Market Timing Commentary as of Thursday, July 23, 2009
Fari Hamzei
Please Note: These charts are from the end of regular trading hours on Thursday, July 23, 2009.
MSFT, AMZN, AXP, COF, BRCM and JNPR all reported after the 4 pm NYC close today and they all missed, some by little, and MSFT & AXP, by not so little. All were taken to the woodshed for some much-neglected discipline. They are down, some heavy, in the after hours trading. We live and trade in a very frothy world, the management teams, were repeatedly reminded.
And for Reg. FD purposes, our Phoenix Traders went long JNPR Aug A-T-M Puts yesterday at about 2pm EDT. And, today at about 212 pm EDT, we doubled that position, very near the market high. After JNPR reported a double digit fall in revenues, a slide in margins and gave a disappointing outlook, I was asked on Twitter, why AAPL long calls on Tuesday and JNPR long puts today? My answer was simple: trading is all about market intel [something you won't find on CNBC]. We both laughed it out loud.
Let's go thru some charts. First my favorite, Sp1-MoMo chart. "Let's get really overbought" was name of the game today. After all, the venerable money manager Bill Miller of Legg Mason, wrote last night "the worst has passed" and "bargains abound in the US stock market" to his Legg Mason Value Trust fund.
NYSE Advance/Decline Line closed +2088 and SP1 back again above +2 sigma with MoMo at +45. Remember, as I mentioned in the last Friday video, posted further below, we could stay here and see these types of high readings both in relative (SP1) and absolute (MoM0) terms for some time. No guarantee we will just fall off the cliff here just because we are overbought. As always, I look for the requisite "catalyst" in geopolitics, Fed, White House, Wall Street, Pentagon, Big Oil, etc etc.
Next is our Wyckoff Chart. Notice we have moved 1,000 DJIA points in 9 trading days (spanning some 4 sigmas). Today, DJIA closed for the first time over 9,000, trading above last Jan 2nd high and came within 200 pts of Nov 4th Election Day price range.
In like fashion, DJ Trans moved some 4.5 sigmas: (Economy going forward will do well -- what commercial real estate problems, consumer credit, forget about it -- Washington will save 'em too -- and please, quit complaining about retail vacancy rates on Miracle Mile). And, RUT (risk-loving is back, its Index Futures at one point were up almost 4% today) and NAZZ Composite (closing higher 13-days in a row) all screamed in unison: Xmas is here early. Yeah, for sure !!
But not our beloved Vols. There were smarter of the bunch, and they stopped dropping in face of rapid ascend rate in the equities. VXN rode down the -2 sigma line, three days in a row last week, and as expected (as in last Friday video), it pulled backup, albeit, very very slowly until today. Both VXO & VXN closed higher today, as smart money started to buy some puts for downside protection. And Market Makers smelled it and adjusted those bid/asks, albeit by rapid-fire algo trades.
One fund rolled UP its SPY August downside protection at 92 strike into December 95 strike, for some 72,000,000 shares of SPY (S&P-500 ETF) it holds. Yes, 720K put contracts on SPY, a "jaw dropper," was one trade today that cleared at the ISE in NYC.
Last but not the least, here is our Timer Chart. With NYSE McClellan Oscillator (MO) at +226 and NAZZ at +144, with CI Indicators lit RED, SPX at +2 sigma, NDX above +2 sigma, we are short-term overbought again. Just look at Up/Down MO for NAZZ, it is almost +210. With Volume, being a coincident indicator, we should brace for a pullback.
Now with MSFT latest report, the TechLand recovery roadmap got a lot fuzzier. And with AXP and COF results showing consumer finances remaining in stress, the retail spending should remain below trend.
Now I said the same thing some eight weeks ago and nothing happened. We simply traded in a range. This time, it may be different. Tomorrow could be for the history books as the spin meisters will try to put a fresh new lipstick on this pit bull.
A Note of Thanks: We are immensely indebted to our learned colleague, Steven Sears, the Editor of The Striking Price Column at Barron's for his valuable & speedy research regarding the SPY trade today.
A Note of Thanks: We are immensely indebted to our learned colleague, Steven Sears, the Editor of The Striking Price Column at Barron's for his valuable & speedy research regarding the SPY trade today.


• **Task item**
Restate every entry word for word.

• **Dataset**
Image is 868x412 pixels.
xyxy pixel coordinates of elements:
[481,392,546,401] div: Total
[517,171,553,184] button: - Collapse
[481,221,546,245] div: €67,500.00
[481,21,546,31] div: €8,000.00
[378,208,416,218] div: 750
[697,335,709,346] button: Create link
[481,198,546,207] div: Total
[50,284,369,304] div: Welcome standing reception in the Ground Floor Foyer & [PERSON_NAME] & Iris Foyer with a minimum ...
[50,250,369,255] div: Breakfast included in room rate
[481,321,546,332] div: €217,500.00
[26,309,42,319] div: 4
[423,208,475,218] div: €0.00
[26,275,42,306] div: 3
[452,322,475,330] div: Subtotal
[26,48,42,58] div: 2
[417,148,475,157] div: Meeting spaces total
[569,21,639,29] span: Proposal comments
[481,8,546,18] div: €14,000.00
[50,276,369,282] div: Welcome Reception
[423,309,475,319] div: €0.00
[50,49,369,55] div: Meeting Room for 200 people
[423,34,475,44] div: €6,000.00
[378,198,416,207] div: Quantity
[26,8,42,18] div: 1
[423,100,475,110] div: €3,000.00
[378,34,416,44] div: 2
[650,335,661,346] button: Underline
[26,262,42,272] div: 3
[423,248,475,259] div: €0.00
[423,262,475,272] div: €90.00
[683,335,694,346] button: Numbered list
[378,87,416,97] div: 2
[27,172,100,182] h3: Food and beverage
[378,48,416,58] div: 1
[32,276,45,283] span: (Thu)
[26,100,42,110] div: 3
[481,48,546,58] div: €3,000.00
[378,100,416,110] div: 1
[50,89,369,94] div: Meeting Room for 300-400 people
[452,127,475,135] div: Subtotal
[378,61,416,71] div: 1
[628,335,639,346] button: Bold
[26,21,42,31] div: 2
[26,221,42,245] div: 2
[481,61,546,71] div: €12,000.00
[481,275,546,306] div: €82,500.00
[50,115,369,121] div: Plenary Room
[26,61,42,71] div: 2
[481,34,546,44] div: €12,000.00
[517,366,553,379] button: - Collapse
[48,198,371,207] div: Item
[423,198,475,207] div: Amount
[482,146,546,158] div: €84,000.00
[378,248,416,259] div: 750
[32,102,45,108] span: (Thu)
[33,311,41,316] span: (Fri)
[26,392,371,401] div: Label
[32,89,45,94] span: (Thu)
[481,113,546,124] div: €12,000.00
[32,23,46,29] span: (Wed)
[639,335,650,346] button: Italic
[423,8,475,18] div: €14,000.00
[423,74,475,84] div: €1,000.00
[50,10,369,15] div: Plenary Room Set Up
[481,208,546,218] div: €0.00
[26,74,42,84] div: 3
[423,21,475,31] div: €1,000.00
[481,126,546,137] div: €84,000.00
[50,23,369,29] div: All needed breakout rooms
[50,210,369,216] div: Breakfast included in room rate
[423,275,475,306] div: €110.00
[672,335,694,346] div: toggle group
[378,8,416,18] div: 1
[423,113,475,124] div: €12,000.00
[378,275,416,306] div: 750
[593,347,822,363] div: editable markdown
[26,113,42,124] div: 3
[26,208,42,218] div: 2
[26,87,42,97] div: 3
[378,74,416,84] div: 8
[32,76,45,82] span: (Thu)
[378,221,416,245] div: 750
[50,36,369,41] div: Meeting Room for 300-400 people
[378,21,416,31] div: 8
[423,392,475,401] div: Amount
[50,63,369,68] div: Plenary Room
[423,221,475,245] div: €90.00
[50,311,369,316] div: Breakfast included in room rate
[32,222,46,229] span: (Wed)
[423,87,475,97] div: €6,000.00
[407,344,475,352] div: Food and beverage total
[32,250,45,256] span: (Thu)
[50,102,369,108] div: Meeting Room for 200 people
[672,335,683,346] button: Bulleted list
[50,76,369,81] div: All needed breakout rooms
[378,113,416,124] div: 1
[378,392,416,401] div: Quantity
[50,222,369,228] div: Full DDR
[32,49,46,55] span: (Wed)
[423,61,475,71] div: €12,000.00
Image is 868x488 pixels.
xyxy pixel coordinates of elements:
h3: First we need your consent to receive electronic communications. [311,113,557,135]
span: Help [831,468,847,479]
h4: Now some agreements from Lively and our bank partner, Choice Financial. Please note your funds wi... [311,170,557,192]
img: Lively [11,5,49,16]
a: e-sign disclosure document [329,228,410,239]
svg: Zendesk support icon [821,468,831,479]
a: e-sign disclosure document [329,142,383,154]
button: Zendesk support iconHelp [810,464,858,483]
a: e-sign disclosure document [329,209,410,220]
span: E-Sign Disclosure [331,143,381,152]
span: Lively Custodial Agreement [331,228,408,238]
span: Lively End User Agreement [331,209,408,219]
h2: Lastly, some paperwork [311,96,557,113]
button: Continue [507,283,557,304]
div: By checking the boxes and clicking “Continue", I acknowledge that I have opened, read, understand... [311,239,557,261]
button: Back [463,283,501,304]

• **Exercise output**
Image is 868x412 pixels.
xyxy pixel coordinates of elements:
[481,392,546,401] div: Total
[517,171,553,184] button: - Collapse
[481,221,546,245] div: €67,500.00
[481,21,546,31] div: €8,000.00
[378,208,416,218] div: 750
[697,335,709,346] button: Create link
[481,198,546,207] div: Total
[50,284,369,304] div: Welcome standing reception in the Ground Floor Foyer & [PERSON_NAME] & Iris Foyer with a minimum ...
[50,250,369,255] div: Breakfast included in room rate
[481,321,546,332] div: €217,500.00
[26,309,42,319] div: 4
[423,208,475,218] div: €0.00
[26,275,42,306] div: 3
[452,322,475,330] div: Subtotal
[26,48,42,58] div: 2
[417,148,475,157] div: Meeting spaces total
[569,21,639,29] span: Proposal comments
[481,8,546,18] div: €14,000.00
[50,276,369,282] div: Welcome Reception
[423,309,475,319] div: €0.00
[50,49,369,55] div: Meeting Room for 200 people
[423,34,475,44] div: €6,000.00
[378,198,416,207] div: Quantity
[26,8,42,18] div: 1
[423,100,475,110] div: €3,000.00
[378,34,416,44] div: 2
[650,335,661,346] button: Underline
[26,262,42,272] div: 3
[423,248,475,259] div: €0.00
[423,262,475,272] div: €90.00
[683,335,694,346] button: Numbered list
[378,87,416,97] div: 2
[27,172,100,182] h3: Food and beverage
[378,48,416,58] div: 1
[32,276,45,283] span: (Thu)
[26,100,42,110] div: 3
[481,48,546,58] div: €3,000.00
[378,100,416,110] div: 1
[50,89,369,94] div: Meeting Room for 300-400 people
[452,127,475,135] div: Subtotal
[378,61,416,71] div: 1
[628,335,639,346] button: Bold
[26,21,42,31] div: 2
[26,221,42,245] div: 2
[481,61,546,71] div: €12,000.00
[481,275,546,306] div: €82,500.00
[50,115,369,121] div: Plenary Room
[26,61,42,71] div: 2
[481,34,546,44] div: €12,000.00
[517,366,553,379] button: - Collapse
[48,198,371,207] div: Item
[423,198,475,207] div: Amount
[482,146,546,158] div: €84,000.00
[378,248,416,259] div: 750
[32,102,45,108] span: (Thu)
[33,311,41,316] span: (Fri)
[26,392,371,401] div: Label
[32,89,45,94] span: (Thu)
[481,113,546,124] div: €12,000.00
[32,23,46,29] span: (Wed)
[639,335,650,346] button: Italic
[423,8,475,18] div: €14,000.00
[423,74,475,84] div: €1,000.00
[50,10,369,15] div: Plenary Room Set Up
[481,208,546,218] div: €0.00
[26,74,42,84] div: 3
[423,21,475,31] div: €1,000.00
[481,126,546,137] div: €84,000.00
[50,23,369,29] div: All needed breakout rooms
[50,210,369,216] div: Breakfast included in room rate
[423,275,475,306] div: €110.00
[672,335,694,346] div: toggle group
[378,8,416,18] div: 1
[423,113,475,124] div: €12,000.00
[378,275,416,306] div: 750
[593,347,822,363] div: editable markdown
[26,113,42,124] div: 3
[26,208,42,218] div: 2
[26,87,42,97] div: 3
[378,74,416,84] div: 8
[32,76,45,82] span: (Thu)
[378,221,416,245] div: 750
[50,36,369,41] div: Meeting Room for 300-400 people
[378,21,416,31] div: 8
[423,392,475,401] div: Amount
[50,63,369,68] div: Plenary Room
[423,221,475,245] div: €90.00
[50,311,369,316] div: Breakfast included in room rate
[32,222,46,229] span: (Wed)
[423,87,475,97] div: €6,000.00
[407,344,475,352] div: Food and beverage total
[32,250,45,256] span: (Thu)
[50,102,369,108] div: Meeting Room for 200 people
[672,335,683,346] button: Bulleted list
[50,76,369,81] div: All needed breakout rooms
[378,113,416,124] div: 1
[378,392,416,401] div: Quantity
[50,222,369,228] div: Full DDR
[32,49,46,55] span: (Wed)
[423,61,475,71] div: €12,000.00
Image is 868x488 pixels.
xyxy pixel coordinates of elements:
h3: First we need your consent to receive electronic communications. [311,113,557,135]
span: Help [831,468,847,479]
h4: Now some agreements from Lively and our bank partner, Choice Financial. Please note your funds wi... [311,170,557,192]
img: Lively [11,5,49,16]
a: e-sign disclosure document [329,228,410,239]
svg: Zendesk support icon [821,468,831,479]
a: e-sign disclosure document [329,142,383,154]
button: Zendesk support iconHelp [810,464,858,483]
a: e-sign disclosure document [329,209,410,220]
span: E-Sign Disclosure [331,143,381,152]
span: Lively Custodial Agreement [331,228,408,238]
span: Lively End User Agreement [331,209,408,219]
h2: Lastly, some paperwork [311,96,557,113]
button: Continue [507,283,557,304]
div: By checking the boxes and clicking “Continue", I acknowledge that I have opened, read, understand... [311,239,557,261]
button: Back [463,283,501,304]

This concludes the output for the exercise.